My friend is an optimist with prostate cancer. He is in his eightieth year and given that he felt healthy, played golf every day, and had no obvious symptoms, had to think long and hard before deciding to undergo the debilitating treatment that is chemotherapy.
He is also an inspiration. Few would accept and respond to such a difficult emotional challenge of deliberately poisoning your own body because someone else told you it was necessary with the grace and magnanimity that he has shown not just at first when the whole thing is raw, but every time you see him. The good days and the bad are greeted with a spark of clarity and thanks to his god.
The other day another of my golfing buddies brought John over for a yarn and a cold one. The three of us sat for an hour, or maybe two, talking our usual nonsensical theories on how best to hit a small round object forward in a straight line, with the occasional digression into politics and a shot at the breeze. Meaningless drivel among old blokes is truly one of life’s pleasures.
At one point we got onto the environment and from there to my own latest incarnation supporting evidence-based policy. John was enthralled and then effusive. Trying to put accessible finance into the hands of landholders was the best idea he had heard in years. He was genuinely excited.
As you can already tell, John is a ‘half full glass’ type of person, a genuine optimist. Indeed, for him, the optimism and evidence conundrum does not exist to the point his glass brims over not from an excess of positivity but from putting things in their rightful place.
That he found my ideas exciting was the most encouraging thing I’d experienced for a very long time. Most days I face naysayers, antagonists and straight up enemies. I have even begun to wonder if there was any liquid at all in people’s glasses for most are not just negative they are downright aggressive towards our ideas to better understanding the management of natural resources.
Before I get too carried away though, it is true that old men drivel and mates are prone to both rib and big each other up to excess. Most of the greatest ever golf shots known to man have happened on a Sunday afternoon at Springwood Country Club. Only this seemed very different. Maybe it was the chemo or the beer or some hokey pokey between the two but what I felt was level-headed enthusiasm. A point of truth had been made.
I have known for a while that with our afterbefore thinking we are onto something.
The combination of ecological research evidence and counterfactual scenarios, all hanging about in the cloud, can make a difference. Whether we do it or not, critical decisions on sustainable production and future food security will increasingly use more evidence and less gut feel.
So thank you, John. Thank you for being one of the very few to genuinely see what needs to be done and if not by me or by afterbefore, then by someone, soon.
And may that clarity stay with you through your challenges for you have helped more than you know.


> **Required work**: Every line of the material that holds "label" should be counted; give the number and nothing more.

> **Given records**:
=-=-=
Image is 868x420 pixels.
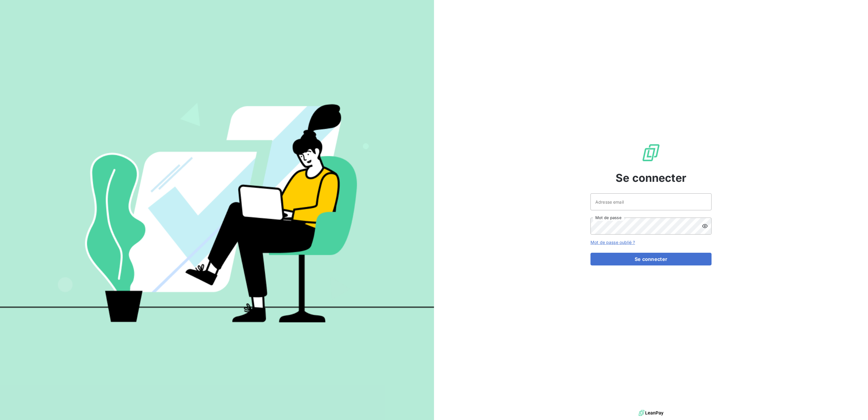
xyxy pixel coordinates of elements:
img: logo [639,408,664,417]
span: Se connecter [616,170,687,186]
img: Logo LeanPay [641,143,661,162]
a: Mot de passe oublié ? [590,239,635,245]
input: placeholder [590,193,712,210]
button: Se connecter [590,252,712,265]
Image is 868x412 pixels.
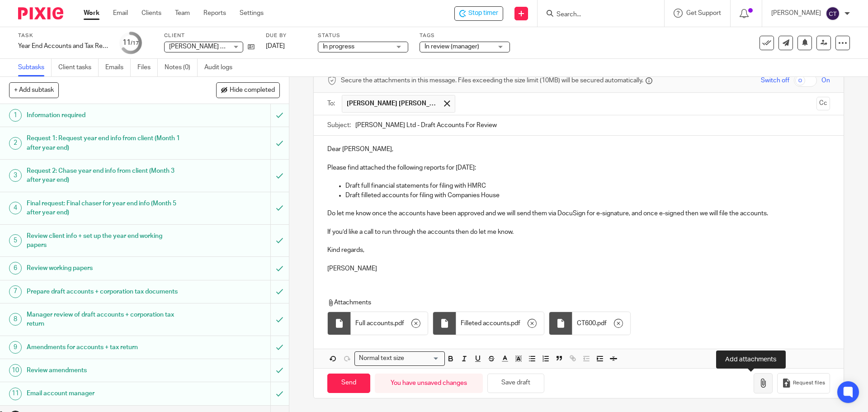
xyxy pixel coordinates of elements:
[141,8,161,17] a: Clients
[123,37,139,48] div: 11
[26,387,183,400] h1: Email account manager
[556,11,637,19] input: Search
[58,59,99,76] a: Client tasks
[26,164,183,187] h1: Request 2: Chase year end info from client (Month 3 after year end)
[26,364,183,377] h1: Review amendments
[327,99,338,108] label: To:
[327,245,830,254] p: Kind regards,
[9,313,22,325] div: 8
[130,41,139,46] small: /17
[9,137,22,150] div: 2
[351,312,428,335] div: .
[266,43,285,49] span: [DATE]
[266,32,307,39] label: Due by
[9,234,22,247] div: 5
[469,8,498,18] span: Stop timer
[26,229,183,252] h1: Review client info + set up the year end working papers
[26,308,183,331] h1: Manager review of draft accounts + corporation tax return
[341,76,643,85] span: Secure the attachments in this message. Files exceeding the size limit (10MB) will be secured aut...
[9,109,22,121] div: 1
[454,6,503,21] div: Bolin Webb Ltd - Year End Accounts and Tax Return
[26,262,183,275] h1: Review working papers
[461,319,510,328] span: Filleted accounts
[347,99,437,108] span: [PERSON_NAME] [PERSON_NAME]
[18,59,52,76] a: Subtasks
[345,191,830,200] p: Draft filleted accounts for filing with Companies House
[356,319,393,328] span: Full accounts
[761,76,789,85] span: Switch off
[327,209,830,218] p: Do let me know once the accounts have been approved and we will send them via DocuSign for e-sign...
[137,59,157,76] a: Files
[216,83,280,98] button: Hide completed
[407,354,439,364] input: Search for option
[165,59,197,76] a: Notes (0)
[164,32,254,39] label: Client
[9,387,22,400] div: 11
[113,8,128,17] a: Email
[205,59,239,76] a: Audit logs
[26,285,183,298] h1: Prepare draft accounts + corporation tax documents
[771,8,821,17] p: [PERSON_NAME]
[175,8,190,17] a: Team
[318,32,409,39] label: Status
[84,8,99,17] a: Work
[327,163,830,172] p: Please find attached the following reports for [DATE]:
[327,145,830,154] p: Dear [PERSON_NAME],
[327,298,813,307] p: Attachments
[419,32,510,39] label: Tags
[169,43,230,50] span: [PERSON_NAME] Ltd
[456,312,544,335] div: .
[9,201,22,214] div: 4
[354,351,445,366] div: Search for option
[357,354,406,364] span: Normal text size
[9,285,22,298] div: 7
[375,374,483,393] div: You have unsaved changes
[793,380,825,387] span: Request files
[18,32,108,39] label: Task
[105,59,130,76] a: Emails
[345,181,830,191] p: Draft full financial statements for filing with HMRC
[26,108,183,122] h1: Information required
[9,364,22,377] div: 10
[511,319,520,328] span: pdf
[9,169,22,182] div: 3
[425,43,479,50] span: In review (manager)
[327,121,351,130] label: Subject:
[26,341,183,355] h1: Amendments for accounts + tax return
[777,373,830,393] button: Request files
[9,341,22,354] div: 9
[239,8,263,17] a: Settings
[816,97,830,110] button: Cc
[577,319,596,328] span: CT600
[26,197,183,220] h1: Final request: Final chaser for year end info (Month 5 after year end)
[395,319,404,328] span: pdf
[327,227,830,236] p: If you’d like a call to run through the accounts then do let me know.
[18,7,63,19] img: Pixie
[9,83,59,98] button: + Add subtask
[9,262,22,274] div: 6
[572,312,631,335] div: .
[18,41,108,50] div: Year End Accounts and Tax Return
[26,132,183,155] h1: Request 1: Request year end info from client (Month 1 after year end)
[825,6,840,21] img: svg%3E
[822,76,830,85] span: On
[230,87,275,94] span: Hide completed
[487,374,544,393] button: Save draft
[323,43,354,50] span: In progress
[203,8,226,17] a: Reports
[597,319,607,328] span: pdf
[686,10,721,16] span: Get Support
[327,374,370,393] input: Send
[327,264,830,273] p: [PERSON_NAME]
=-=-=
> **Output below**: 7